Biden administration cancels remaining Laredo, Rio Grande Valley contracts for Trump's border wall, angering Republican lawmakers
The Biden administration on Friday canceled contracts for border wall construction in Texas.
The cancelled contracts were in the Rio Grande Valley and Laredo areas.
The move "isn't going to solve the Biden Border Crisis," Sen. Tom Cotton said.
The Department of Homeland Security on Friday said it would cancel the remaining construction contracts for former President Donald Trump's border wall.
The contracts related to two sections of the US-Mexico border in Texas: Laredo and the Rio Grande Valley area, the DHS said in a press release.
The move came months after the Biden administration cancelled two contracts that spanned about 31 miles of the US-Mexico border in Texas.

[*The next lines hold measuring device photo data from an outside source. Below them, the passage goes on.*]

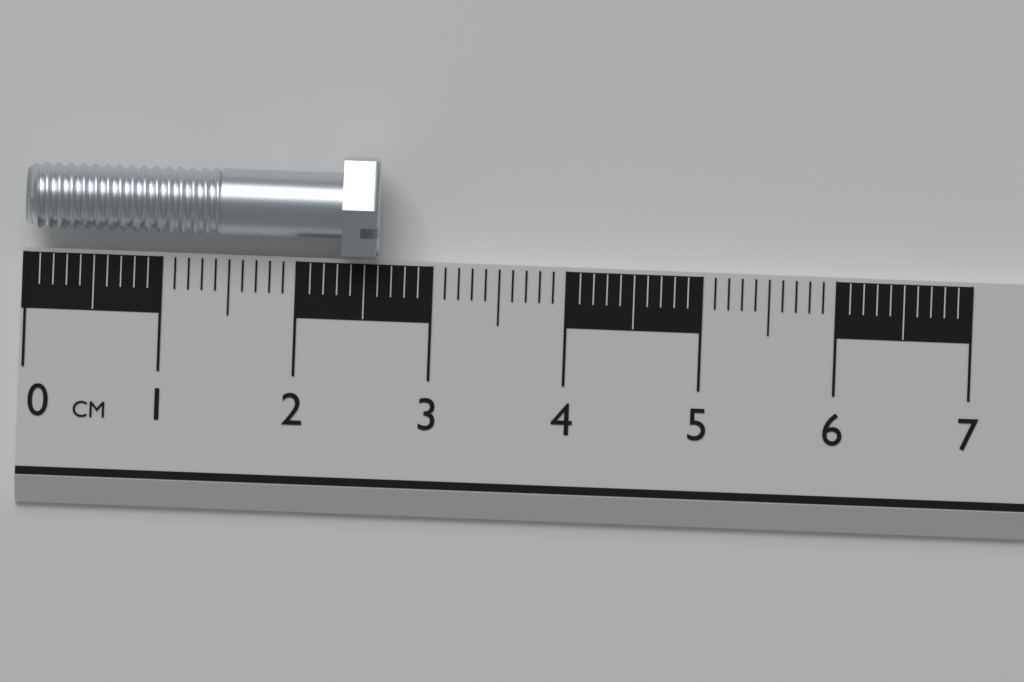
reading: 2.6 cm
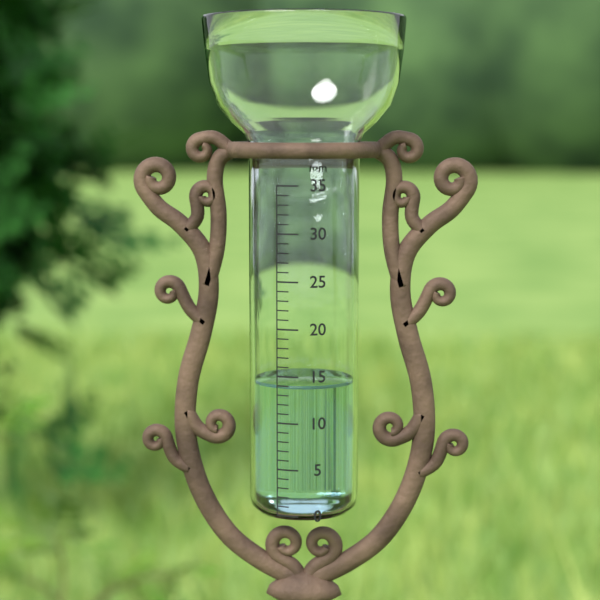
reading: 14 mm
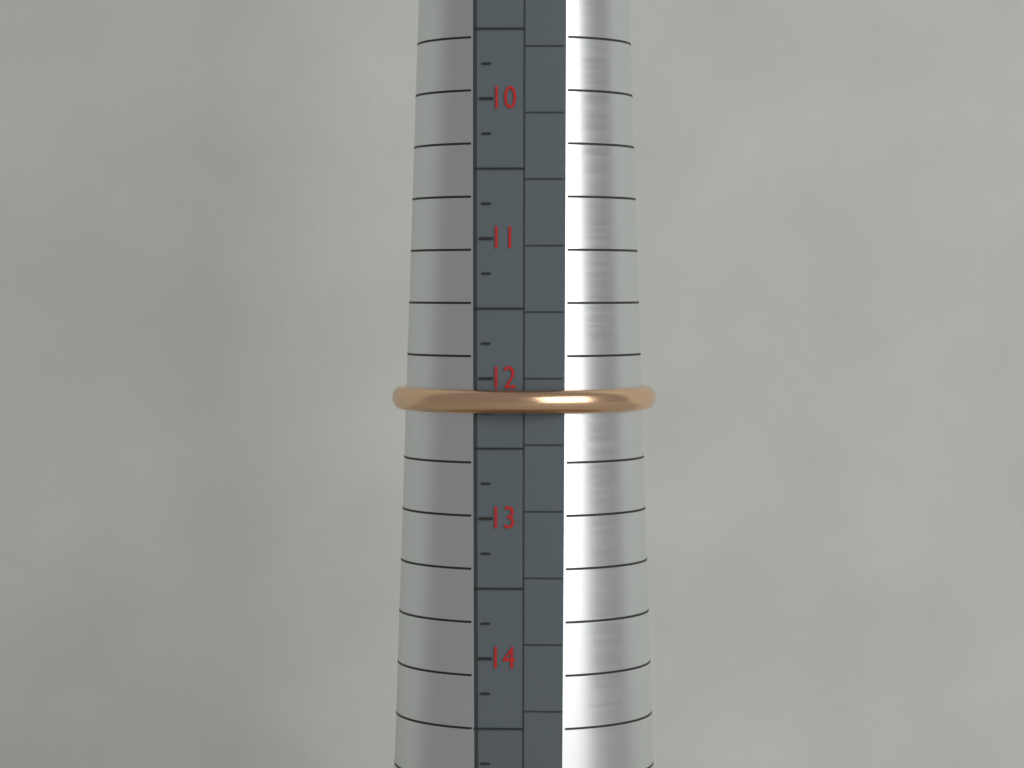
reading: 12.25 (no unit)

DHS said it planned to begin environmental studies for border barrier "system projects." However, those "activities will not involve any construction of new border barrier or permanent land acquisition," it said.
The construction of barriers along the southern US border has become a highly partisan issue. President Donald Trump sought to build a "big, beautiful wall," but others raised questions about whether barriers would solve the problems that drove asylum-seekers to the US in the first place.
Friday's move by the Biden administration raised the ire of a handful of Republican lawmakers, including Rep. Dan Crenshaw, of Texas.
"Impeach Mayorkas," Crenshaw said on Twitter, referring to Alejandro Mayorkas, secretary of homeland security.
"Canceling construction of the border wall isn't going to solve the Biden Border Crisis," Sen. Tom Cotton, of Arkansas, said on Twitter.
Earth Justice, an environmental nonprofit that had sued the Trump administration over the wall, on Friday said canceling the projects would save "71 river miles in Webb and Zapata counties from destruction." The group said the projects would have cost more than $1 billion.
In June, the White House returned $2 billion from border wall projects to the military. Trump's administration had diverted those funds.
"Building a massive wall that spans the entire southern border and costs American taxpayers billions of dollars is not a serious policy solution or responsible use of federal funds," The White House Office of Management and Budget said at the time.